Suddenly Tess saw the man staring at her arm, where several blue stripes, mingling with red, ran long from her shoulder.

"Heavens! child, what's the matter with your arm?"

The brown eyes clouded. Tess swept her jacket over the marks, and muttered,

"It ain't nothin'. I scratched it on some thorns."

Professor Young leaned forward, and tilted the little chin upward. Still the eyes remained upon the floor.

"Tess!" he pleaded. "Tess! Are you telling me the truth?"

"Nope; I's lyin' to ye."

She tossed her head up angrily.

"I had a damn good lickin'," she finished.

Young sprang forward, and grasped her arm.

"Who dared to mark you like that?" he exclaimed, standing her on her feet. "Wait. I want to see it. Who did it?"

He pushed back the sleeve, and stood analyzing the bruised shoulder and arm.

"Who did it?" he persisted, drawing a quick, sharp breath.

"Dominie Graves," muttered the girl.

"What!" Two deep creases marked the fine brow.

"He licked me," reiterated Tess, with an indifferent droop to her lids. "He had a right.

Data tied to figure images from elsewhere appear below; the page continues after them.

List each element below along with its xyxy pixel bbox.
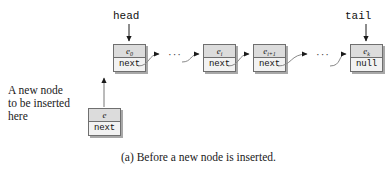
node-ek: ek null xyxy=(350,44,383,72)
node-ek-value: ek xyxy=(351,45,382,58)
new-node-description-line-1: A new node xyxy=(8,84,63,97)
node-ei: ei next xyxy=(203,44,236,72)
node-ei-next: next xyxy=(204,58,235,71)
node-e0: e0 next xyxy=(113,44,146,72)
new-node-description-line-2: to be inserted xyxy=(8,97,70,110)
node-new-value: e xyxy=(89,109,120,122)
link-ellipsis-to-ei xyxy=(182,54,199,62)
figure-caption: (a) Before a new node is inserted. xyxy=(121,150,276,164)
node-ei-plus-1-value: ei+1 xyxy=(254,45,285,58)
node-new-next: next xyxy=(89,122,120,135)
node-ei-plus-1-next: next xyxy=(254,58,285,71)
node-ei-plus-1: ei+1 next xyxy=(253,44,286,72)
node-ek-value-subscript: k xyxy=(367,51,370,57)
node-e0-value: e0 xyxy=(114,45,145,58)
node-e0-next: next xyxy=(114,58,145,71)
node-ei-plus-1-value-subscript: i+1 xyxy=(267,51,276,57)
link-ellipsis-to-ek xyxy=(330,54,346,66)
linked-list-insertion-figure: head tail A new node to be inserted here… xyxy=(0,0,392,175)
node-new: e next xyxy=(88,108,121,136)
node-e0-value-subscript: 0 xyxy=(130,51,133,57)
node-ei-value: ei xyxy=(204,45,235,58)
node-ei-value-subscript: i xyxy=(221,51,223,57)
ellipsis-right: ··· xyxy=(316,49,330,60)
node-ek-next: null xyxy=(351,58,382,71)
tail-pointer-label: tail xyxy=(345,10,371,22)
new-node-description-line-3: here xyxy=(8,110,28,123)
ellipsis-left: ··· xyxy=(168,49,182,60)
head-pointer-label: head xyxy=(113,10,139,22)
node-new-value-text: e xyxy=(103,110,107,120)
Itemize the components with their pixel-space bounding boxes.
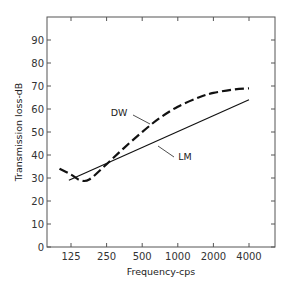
y-tick-label: 0 [38,242,44,253]
x-tick-label: 500 [133,251,152,262]
y-tick-label: 70 [31,81,44,92]
y-tick-label: 10 [31,219,44,230]
series-dw-line [60,88,250,181]
x-axis-label: Frequency-cps [127,266,196,277]
data-series: DWLM [60,88,250,181]
x-tick-label: 250 [97,251,116,262]
y-tick-label: 20 [31,196,44,207]
lm-leader-line [158,146,174,157]
y-tick-label: 40 [31,150,44,161]
x-tick-label: 1000 [165,251,190,262]
series-lm-line [69,100,249,181]
lm-series-label: LM [178,151,192,162]
y-axis-label: Transmission loss-dB [13,83,24,183]
y-tick-label: 50 [31,127,44,138]
y-axis-ticks: 0102030405060708090 [31,35,275,253]
dw-leader-line [133,115,150,124]
transmission-loss-chart: 0102030405060708090 12525050010002000400… [0,0,288,290]
y-tick-label: 90 [31,35,44,46]
x-tick-label: 2000 [201,251,226,262]
y-tick-label: 30 [31,173,44,184]
x-tick-label: 125 [61,251,80,262]
y-tick-label: 60 [31,104,44,115]
plot-frame [47,17,275,247]
dw-series-label: DW [111,107,128,118]
plot-border [47,17,275,247]
y-tick-label: 80 [31,58,44,69]
x-tick-label: 4000 [236,251,261,262]
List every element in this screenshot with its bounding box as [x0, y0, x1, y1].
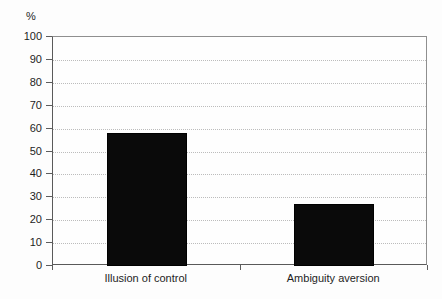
plot-area: [52, 36, 427, 265]
x-axis-category-label: Illusion of control: [52, 272, 240, 285]
y-axis-tick-label: 30: [2, 191, 42, 202]
y-axis-tick: [46, 128, 52, 129]
y-axis-tick-label: 10: [2, 237, 42, 248]
gridline: [53, 83, 426, 84]
y-axis-tick-label: 20: [2, 214, 42, 225]
gridline: [53, 129, 426, 130]
x-axis-tick: [240, 265, 241, 270]
y-axis-tick: [46, 59, 52, 60]
y-axis-tick: [46, 219, 52, 220]
x-axis-category-label: Ambiguity aversion: [240, 272, 428, 285]
bar-chart: % 1009080706050403020100 Illusion of con…: [0, 0, 442, 299]
y-axis-tick: [46, 36, 52, 37]
y-axis-tick: [46, 242, 52, 243]
y-axis-tick: [46, 151, 52, 152]
gridline: [53, 60, 426, 61]
y-axis-tick-label: 80: [2, 77, 42, 88]
y-axis-tick-label: 90: [2, 54, 42, 65]
x-axis-tick: [52, 265, 53, 270]
bar: [294, 204, 374, 266]
y-axis-tick-label: 60: [2, 123, 42, 134]
y-axis-tick: [46, 82, 52, 83]
y-axis-tick-label: 40: [2, 168, 42, 179]
y-axis-tick-label: 0: [2, 260, 42, 271]
y-axis-tick-label: 100: [2, 31, 42, 42]
y-axis-tick: [46, 173, 52, 174]
y-axis-unit-label: %: [26, 10, 36, 22]
y-axis-tick-label: 70: [2, 100, 42, 111]
gridline: [53, 106, 426, 107]
y-axis-tick-label: 50: [2, 146, 42, 157]
y-axis-tick: [46, 105, 52, 106]
x-axis-tick: [427, 265, 428, 270]
y-axis-tick: [46, 196, 52, 197]
bar: [107, 133, 187, 266]
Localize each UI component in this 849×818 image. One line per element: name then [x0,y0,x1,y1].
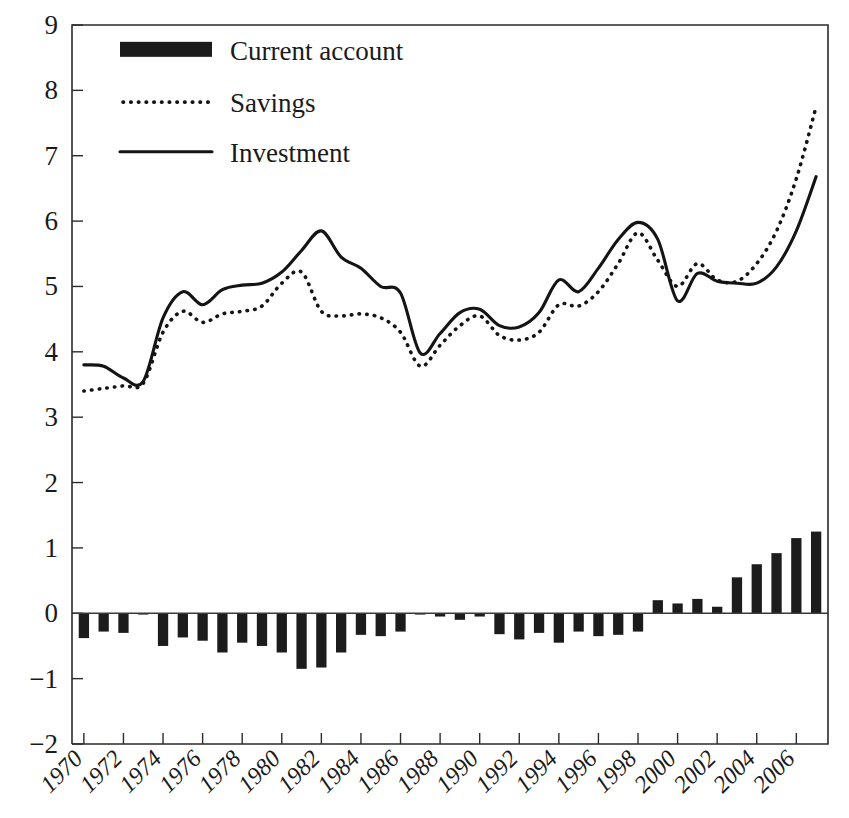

I were a-stealin'."

"Tessibel! Tessibel! Look at me."

She swept him with a glance of truth.

"Are you—? Tess, I demand to know it all—all! Please, tell me about it!"

"There ain't much to tell," she returned; "only that I were a-stealin' from the Dominie's kitchen, and he licked me for it."

"What did you—steal?"

"Milk for the brat.... He can't starve, can he?"

Slowly Professor Young dropped her arm, gazing at her mutely.

"Ye ain't mad at me?" she ventured, watching him narrowly.

"No! I'm only sorry—infinitely sorry for you."

The tender tone in his voice, the mist rising in his eyes, brought Tess to his side.

"I thanks ye for all ye been a-doin' for Daddy and me," she said brokenly. "I does thank ye.... Don't look at me like that—it air a-hurtin' me."

The low voice, filled with unshed tears, rang with emotion.

A sudden inspiration seized Young.

"Child, if I bring your father back to you, will you—marry me?"

The unexpected question sent Tess staggering back; a tearful smile spread the red lips.

"Ye'r' batty," she said presently, with a dissenting shake of the red curls. "Ye'r' gone plumb crazy.... I's a squatter, nothin' but a squatter. I stays here with Daddy. I marries no man. See?"

The proud face of Frederick Graves rose before her. She turned away with a groan.

Young misinterpreted her expression.

"Circumstances have made you a squatter.... Sit down. I want to say more to you, Tess. Don't say you won't marry me, just yet. When your father comes home, we will talk to him about it.... I love you, child."

"My Daddy air a-wantin' me with him," faltered Tess. "He said oncet as how he wouldn't give me to nobody. Ezy Longman wanted me to marry him, but I hated him.... I don't now, though, 'cause he air dead."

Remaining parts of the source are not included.